Culpa - Lysten Rework: mid-tempo downtempo, A minor (8A), 116 BPM. It reads as dark and steady. The mix is almost entirely instrumental. Its spectrum is weighted to the sub and kick, with a heavy low end. The master keeps real dynamic headroom. The master keeps unusual dynamic range for club music (crest 11 dB). Better known than 97% of Aparde's catalogue. In a set it works best as a mid-set roller.
- Tempo:
- slower than 83% of Aparde's catalogue
- Brightness:
- darker than 80% of Aparde's catalogue
Sonic profile
Frequency spectrum
amplitude · bass → treble
- 38%
- Low
- 30-130 Hz
- 33%
- Low-mid
- 130-570 Hz
- 20%
- Upper-mid
- 570 Hz-2.5 kHz
- 8%
- High
- 2.5-11 kHz
FAQ
What key is Culpa - Lysten Rework in?
Culpa - Lysten Rework by Aparde is in A minor, or 8A on the Camelot wheel.

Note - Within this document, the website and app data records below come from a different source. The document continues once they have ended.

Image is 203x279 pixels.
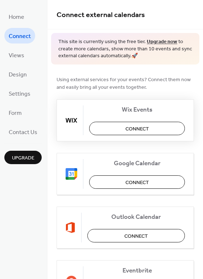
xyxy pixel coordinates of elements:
[9,12,24,23] span: Home
[58,38,192,60] span: This site is currently using the free tier. to create more calendars, show more than 10 events an...
[147,37,177,47] a: Upgrade now
[89,159,185,167] span: Google Calendar
[87,229,185,242] button: Connect
[66,168,77,180] img: google
[4,28,35,43] a: Connect
[87,213,185,221] span: Outlook Calendar
[4,151,42,164] button: Upgrade
[9,69,27,80] span: Design
[9,108,22,119] span: Form
[9,31,31,42] span: Connect
[4,9,29,24] a: Home
[89,267,185,274] span: Eventbrite
[57,8,145,22] span: Connect external calendars
[4,47,29,63] a: Views
[125,179,149,186] span: Connect
[4,124,42,140] a: Contact Us
[57,76,194,91] span: Using external services for your events? Connect them now and easily bring all your events together.
[4,66,31,82] a: Design
[9,50,24,61] span: Views
[9,127,37,138] span: Contact Us
[124,232,148,240] span: Connect
[4,86,35,101] a: Settings
[89,175,185,189] button: Connect
[66,222,75,233] img: outlook
[12,154,34,162] span: Upgrade
[89,106,185,113] span: Wix Events
[66,115,77,126] img: wix
[89,122,185,135] button: Connect
[125,125,149,133] span: Connect
[9,88,30,100] span: Settings
[4,105,26,120] a: Form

What BPM is Culpa - Lysten Rework?
Culpa - Lysten Rework runs at 116 BPM, a mid-tempo track.
What mixes well with Culpa - Lysten Rework?
From 8A it blends harmonically with 9A, 8B, 7A. Moving to 9A lifts the energy a step.

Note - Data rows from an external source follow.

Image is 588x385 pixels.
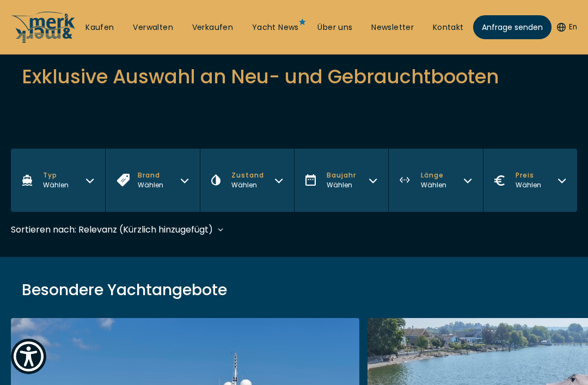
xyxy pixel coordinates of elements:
button: ZustandWählen [200,149,294,212]
span: Preis [516,171,541,180]
div: Wählen [138,180,163,190]
div: Sortieren nach: Relevanz (Kürzlich hinzugefügt) [11,223,213,236]
a: Yacht News [252,22,299,33]
button: PreisWählen [483,149,577,212]
button: Show Accessibility Preferences [11,339,46,374]
div: Wählen [516,180,541,190]
button: BrandWählen [105,149,199,212]
a: Kaufen [85,22,114,33]
button: En [557,22,577,33]
span: Brand [138,171,163,180]
span: Anfrage senden [482,22,543,33]
a: Newsletter [371,22,414,33]
a: Verwalten [133,22,173,33]
div: Wählen [231,180,264,190]
span: Typ [43,171,69,180]
button: TypWählen [11,149,105,212]
span: Zustand [231,171,264,180]
span: Länge [421,171,446,180]
a: Verkaufen [192,22,234,33]
span: Baujahr [326,171,356,180]
h2: Exklusive Auswahl an Neu- und Gebrauchtbooten [22,63,566,90]
a: Kontakt [433,22,464,33]
a: Anfrage senden [473,15,552,39]
div: Wählen [326,180,356,190]
a: Über uns [317,22,352,33]
div: Wählen [421,180,446,190]
button: BaujahrWählen [294,149,388,212]
button: LängeWählen [388,149,482,212]
div: Wählen [43,180,69,190]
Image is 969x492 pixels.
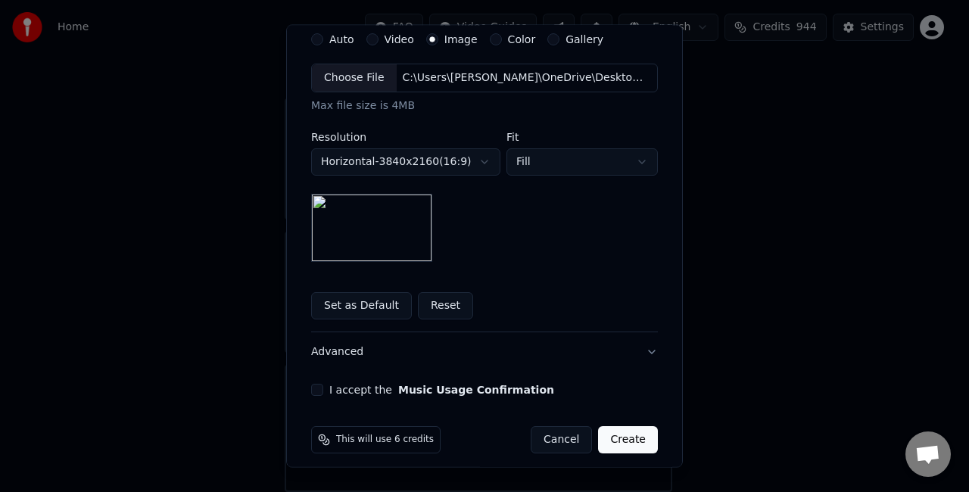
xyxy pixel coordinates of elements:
label: Video [385,34,414,45]
button: Create [598,426,658,454]
label: Auto [329,34,354,45]
button: Cancel [531,426,592,454]
button: Set as Default [311,292,412,320]
label: I accept the [329,385,554,395]
label: Image [444,34,478,45]
button: Advanced [311,332,658,372]
div: Choose File [312,64,397,92]
button: Reset [418,292,473,320]
div: Max file size is 4MB [311,98,658,114]
button: I accept the [398,385,554,395]
label: Color [508,34,536,45]
div: VideoCustomize Karaoke Video: Use Image, Video, or Color [311,33,658,332]
label: Gallery [566,34,603,45]
label: Resolution [311,132,500,142]
label: Fit [507,132,658,142]
div: C:\Users\[PERSON_NAME]\OneDrive\Desktop\1000027065.jpg [397,70,654,86]
span: This will use 6 credits [336,434,434,446]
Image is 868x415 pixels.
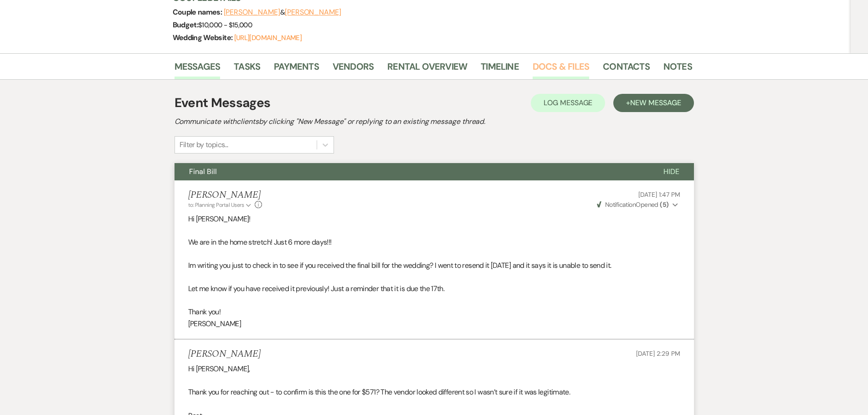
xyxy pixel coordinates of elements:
span: Final Bill [189,167,217,176]
span: & [224,7,342,17]
p: Hi [PERSON_NAME], [188,363,680,375]
p: Let me know if you have received it previously! Just a reminder that it is due the 17th. [188,283,680,295]
span: Hide [664,167,680,176]
h1: Event Messages [175,94,271,113]
button: NotificationOpened (5) [596,200,680,210]
p: We are in the home stretch! Just 6 more days!!! [188,236,680,249]
button: +New Message [613,94,693,112]
button: to: Planning Portal Users [188,201,253,209]
a: Payments [274,59,319,79]
span: Notification [605,200,636,209]
span: to: Planning Portal Users [188,201,244,209]
a: [URL][DOMAIN_NAME] [234,33,302,42]
a: Notes [664,59,692,79]
span: Wedding Website: [173,33,234,42]
strong: ( 5 ) [660,200,669,209]
span: $10,000 - $15,000 [198,21,252,30]
a: Vendors [332,59,374,79]
button: [PERSON_NAME] [224,9,280,16]
button: Hide [649,163,694,180]
p: [PERSON_NAME] [188,318,680,330]
button: Log Message [531,94,605,112]
a: Tasks [234,59,260,79]
div: Filter by topics... [180,139,228,150]
a: Messages [175,59,220,79]
p: Im writing you just to check in to see if you received the final bill for the wedding? I went to ... [188,259,680,272]
h5: [PERSON_NAME] [188,348,261,360]
span: Log Message [544,98,592,107]
p: Hi [PERSON_NAME]! [188,214,680,225]
h2: Communicate with clients by clicking "New Message" or replying to an existing message thread. [175,116,694,127]
p: Thank you! [188,306,680,318]
a: Contacts [603,59,650,79]
span: [DATE] 1:47 PM [638,191,680,199]
a: Docs & Files [533,59,589,79]
span: Budget: [173,20,199,30]
button: [PERSON_NAME] [285,9,342,16]
span: Couple names: [173,7,224,17]
a: Timeline [480,59,519,79]
span: [DATE] 2:29 PM [636,350,680,358]
span: New Message [630,98,681,107]
a: Rental Overview [388,59,467,79]
button: Final Bill [175,163,649,180]
h5: [PERSON_NAME] [188,189,262,201]
p: Thank you for reaching out - to confirm is this the one for $571? The vendor looked different so ... [188,386,680,398]
span: Opened [597,200,669,209]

Is Culpa - Lysten Rework good for peak time?
With energy 55 out of 100 at 116 BPM, it works best as a mid-set roller.
Mixes harmonically
8A → 7A · 9A · 8BFrom 8A, 9A (E minor) lifts the energy a step; 8B (C major) brightens to the relative major; 7A (D minor) cools the energy down a step.
How to mix it
In 8A at 116 BPM: 9A (E minor) — move to 9A to push the floor harder; 8B (C major) — switch to 8B for a mood change without losing the groove; 7A (D minor) — drop to 7A to bring the room down gently.
Pitch range at ±6%: 109-123 BPM — anything in that window beatmatches without sounding stretched.

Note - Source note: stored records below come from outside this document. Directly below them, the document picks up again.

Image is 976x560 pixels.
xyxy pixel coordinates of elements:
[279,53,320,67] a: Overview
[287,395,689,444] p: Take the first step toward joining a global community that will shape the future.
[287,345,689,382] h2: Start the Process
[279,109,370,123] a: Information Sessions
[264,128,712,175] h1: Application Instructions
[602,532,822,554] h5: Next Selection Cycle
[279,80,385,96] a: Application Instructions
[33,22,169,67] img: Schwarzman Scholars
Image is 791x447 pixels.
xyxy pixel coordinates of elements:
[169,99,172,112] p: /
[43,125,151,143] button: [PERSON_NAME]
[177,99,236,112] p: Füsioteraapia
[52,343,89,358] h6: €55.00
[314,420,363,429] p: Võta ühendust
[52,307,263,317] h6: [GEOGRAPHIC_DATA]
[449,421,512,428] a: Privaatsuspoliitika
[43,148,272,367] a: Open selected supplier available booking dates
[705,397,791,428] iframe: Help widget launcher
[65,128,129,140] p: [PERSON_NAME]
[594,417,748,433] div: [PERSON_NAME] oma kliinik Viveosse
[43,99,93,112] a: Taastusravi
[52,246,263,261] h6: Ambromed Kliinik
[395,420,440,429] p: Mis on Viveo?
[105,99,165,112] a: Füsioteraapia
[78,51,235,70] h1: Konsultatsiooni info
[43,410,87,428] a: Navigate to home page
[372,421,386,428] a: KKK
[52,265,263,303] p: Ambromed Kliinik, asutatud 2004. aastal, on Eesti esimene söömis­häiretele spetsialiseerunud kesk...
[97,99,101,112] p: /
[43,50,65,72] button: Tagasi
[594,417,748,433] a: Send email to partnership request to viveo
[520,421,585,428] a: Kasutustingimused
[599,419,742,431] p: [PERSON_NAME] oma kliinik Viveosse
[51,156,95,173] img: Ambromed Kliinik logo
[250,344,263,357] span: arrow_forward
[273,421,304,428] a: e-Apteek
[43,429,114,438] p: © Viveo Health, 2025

Key on the fader: without key lock (Master Tempo on CDJs), above roughly +5% it plays a semitone higher, so treat it as 3A rather than 8A; below -5% it reads as 1A. With key lock on, it stays 8A across the whole range.
Programming: a mid-set roller.
Similar tempo
Within ±3 BPM of 116 — beatmatch without a big tempo pull.
More downtempo
More from Aparde
Full profileOther recommendations
Beyond strict key and genre matches: tracks that still sit in beatmatch range of 116 BPM with a compatible energy and groove — candidates for a key jump or a genre crossover.